Hash Lab

Cryptographic

SHA-512

A 512-bit hash function in the SHA-2 family, published by NIST in 2001 alongside SHA-256. Operates on 64-bit words and 1024-bit blocks; on modern 64-bit CPUs it is often faster than SHA-256 per byte while delivering twice the output size.

At a glance

Output512 bits (64 bytes, 128 hex chars)
Block size1024 bits
Word size64 bits
ConstructionMerkle-Damgård + Davies-Meyer
Rounds80
StandardNIST FIPS 180-4
Collision security2256 generic
Preimage security2512 generic
Length extensionYes (use SHA-512/256 or HMAC to avoid)
StatusRecommended

SHA-512 variants

Where it is used

Internal structure

Same shape as SHA-256, but everything moves to 64-bit words: eight 64-bit state words, a 1024-bit message block expanded into 80 words, and 80 rounds of mixing. The round constants come from the fractional parts of the cube roots of the first 80 primes; the initial hash value from the fractional parts of the square roots of the first 8 primes.

Security status

No collision or preimage attack better than generic is known on full SHA-512. The best published cryptanalysis covers reduced-round variants (typically up to about 52 of 80 rounds). The construction inherits the same length-extension property as the rest of SHA-2 with non-truncated output: use HMAC-SHA-512 for keyed authentication, or SHA-512/256 for length-extension-immune integrity.

Try it

The multi-algorithm hasher shows SHA-512 alongside SHA-256 and SHA-384, so you can see how the digest length and family relationships look.

References

Visualize

SHA-512 on your input

11 bytes · 0-bit digest

Hex digest

Bit grid (0 bits, teal = 1, slate = 0)

Byte pixel art (0 bytes, hue = byte value mod 360°)

Avalanche , flipping the lowest bit of the first input byte changed 0 of 0 output bits

Quick quiz

Test yourself on sha-512

10 multiple-choice questions. Pick an answer for each, then submit to see explanations.

  1. Q1.What is the output size of SHA-512?

  2. Q2.What is the block size of SHA-512?

  3. Q3.How many rounds does SHA-512 use per block?

  4. Q4.Why is SHA-512 often faster than SHA-256 on modern CPUs?

  5. Q5.Which SHA-512 variant is immune to length-extension?

  6. Q6.Which signature algorithm uses SHA-512 internally?

  7. Q7.Linux `crypt` identifier $6$ corresponds to which hash family?

  8. Q8.Generic collision security of SHA-512?

  9. Q9.Where do SHA-512's round constants come from?

  10. Q10.Which SHA-512 variant is recommended as a length-extension-immune drop-in for SHA-256 in new designs?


Copy out the data in full and exactly, passing over the pictures.
====== Material to process
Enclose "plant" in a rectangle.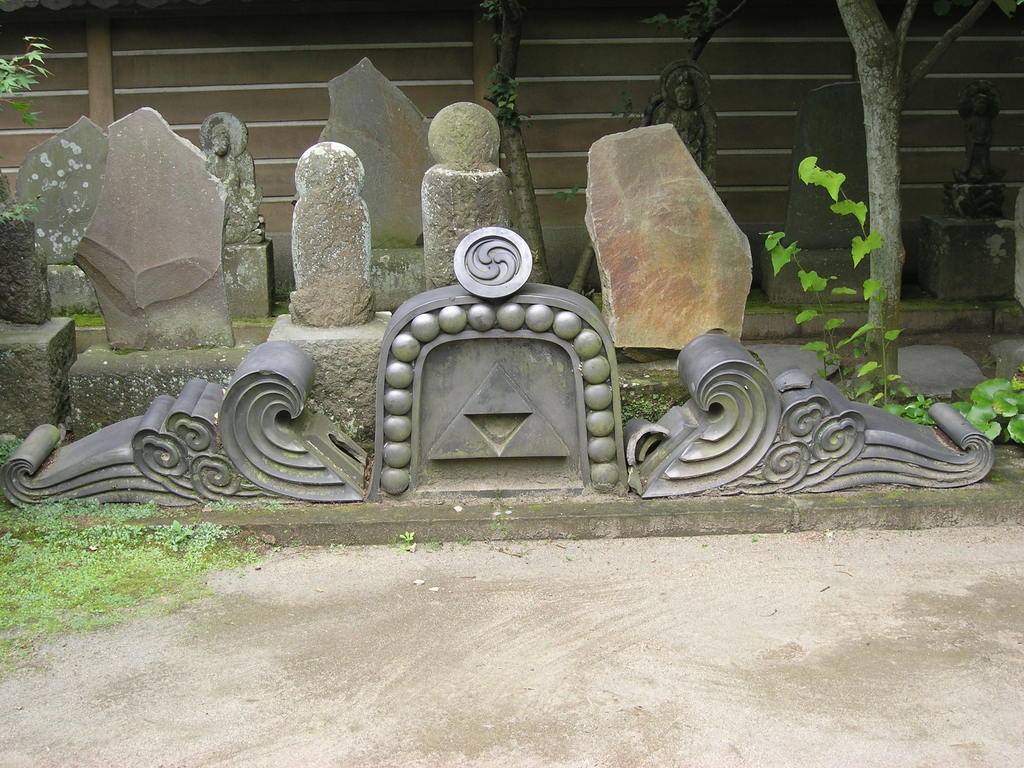
[548,184,589,204].
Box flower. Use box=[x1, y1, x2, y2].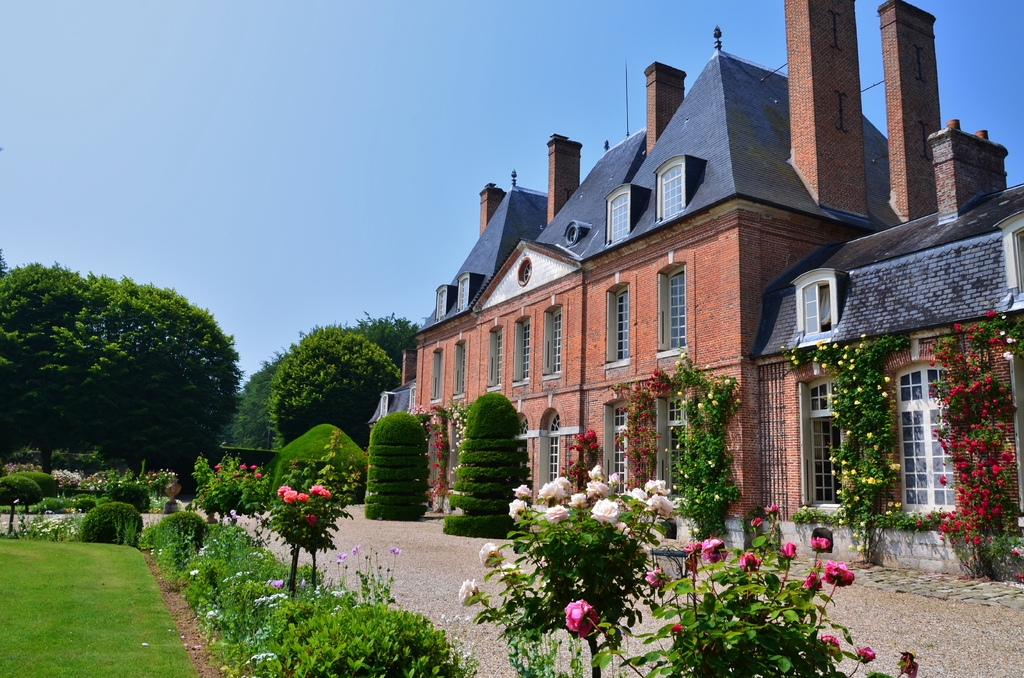
box=[538, 477, 563, 504].
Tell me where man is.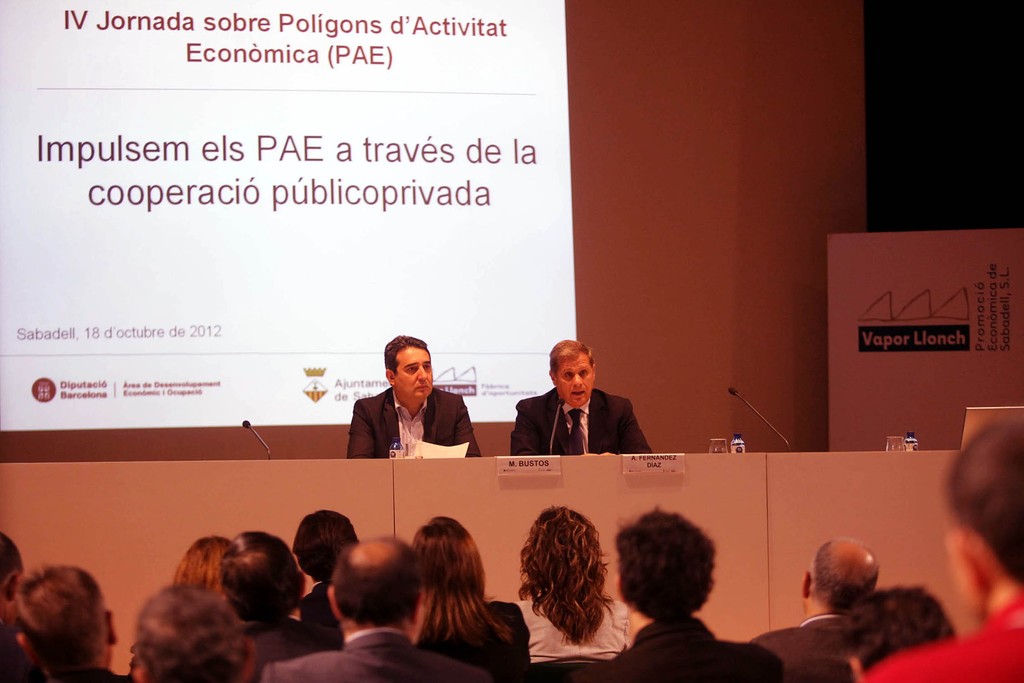
man is at pyautogui.locateOnScreen(845, 411, 1023, 682).
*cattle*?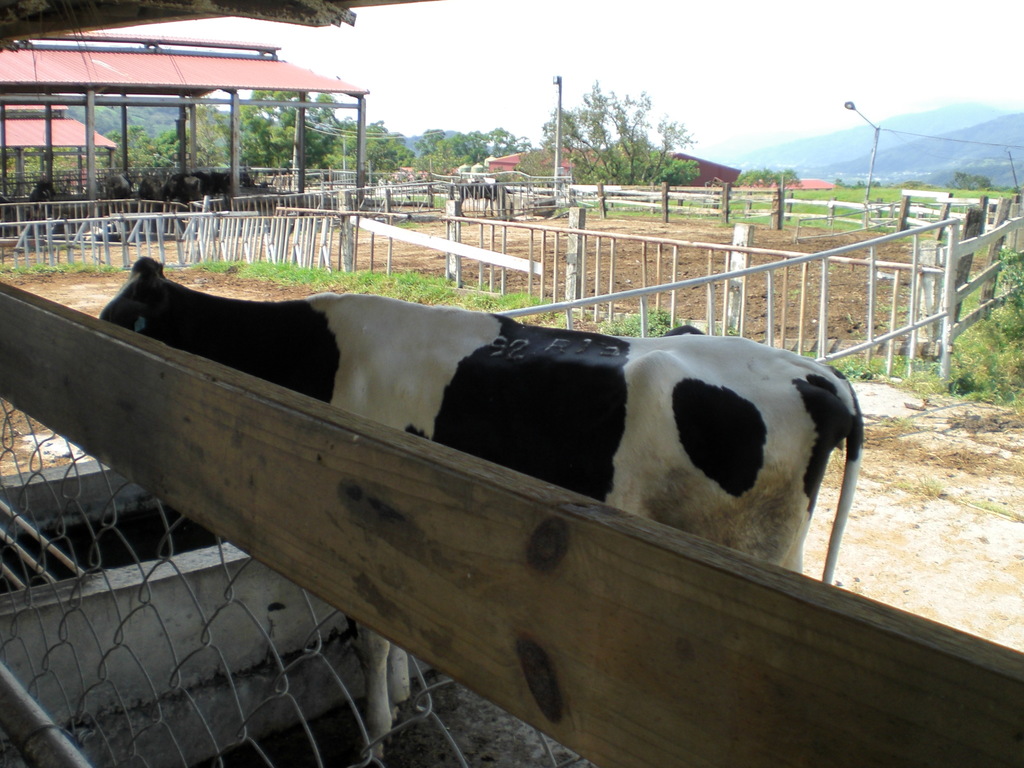
99,256,861,767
============
▸ **Written solution**
Enclose "plant" in a rectangle.
[548,184,589,204].
Box flower. Use box=[x1, y1, x2, y2].
box=[538, 477, 563, 504].
Tell me where man is.
man is at pyautogui.locateOnScreen(845, 411, 1023, 682).
*cattle*?
99,256,861,767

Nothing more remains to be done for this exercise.